A short, fixed-fee engagement. Then you have what you need.

  1. A free initial conversation, thirty minutes.

    You tell me what is going on. I tell you whether I can help, and how. If I cannot help, I will say so and point you to someone who can.

  2. A written scope and fixed-fee quote before we start.

    No hourly billing surprises. You sign off in writing before any work begins.

  3. The work itself, usually one to three days.

    In person at your home or office if you are local. Remote over screen-share if you are not. Either way I work on your computer. Your data does not leave it.

  4. A walk-through and training.

    I show you how everything works. You should be able to run searches, add new documents, and pull up old ones on your own.

  5. A written document explaining what we built.

    So if I am not around six months from now, you, your kids, or another consultant can pick up where we left off.

  6. Optional check-ins.

    Quarterly, yearly, or only when something changes. No subscription. No retainer. No automatic billing. You call me when you need me.

When the engagement ends, this is yours, for good.

A short list of promises, set in plain language.

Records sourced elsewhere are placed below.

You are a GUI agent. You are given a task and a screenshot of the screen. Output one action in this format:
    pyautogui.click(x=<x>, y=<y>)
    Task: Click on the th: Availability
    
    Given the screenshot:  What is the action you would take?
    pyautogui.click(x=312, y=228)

A black-and-white documentary portrait of a man seated at a wooden desk, soft window light from the side, hands resting on an open manila folder.
Plate III. Simon Romanski, at the desk where this practice began.

I learned to do this work because I had to.

I am Simon Romanski. My background is in technology and problem-solving, not finance. I learned to do this work because I had to.

When my family realized in early 2026 that our investment advisor had not been straight with us for more than a decade, we did not have the option of hiring someone to sort it out for us. The records were too many, the firm too unhelpful, the legal fees too high. So I learned to use AI tools to do it myself. It took months. The result was a written claim for $417,872 against the firm, backed by every document and every calculation, and a system on my own computer that I will use for the rest of my life.

I am not a lawyer. I am not a CPA. I am not a licensed financial advisor. What I am is someone who can use AI to turn complicated personal records into something you can search, understand, and use. And someone who will leave those tools in your hands when the work is done.

That is a different skill than the licensed professions provide, and for this kind of work it is the one that matters. Lawyers, CPAs, and advisors are good at giving you their advice. They will not sit at your kitchen table and turn thirteen years of records into a system you can keep using on your own.

That is what I do.

— Simon

Write me a few sentences. I will write back within two business days.

Tell me briefly what you are dealing with — a dispute, a filing cabinet, an estate, something else. I will set up a free thirty-minute conversation. There is no form to fill out and no calendar tool to wrestle with.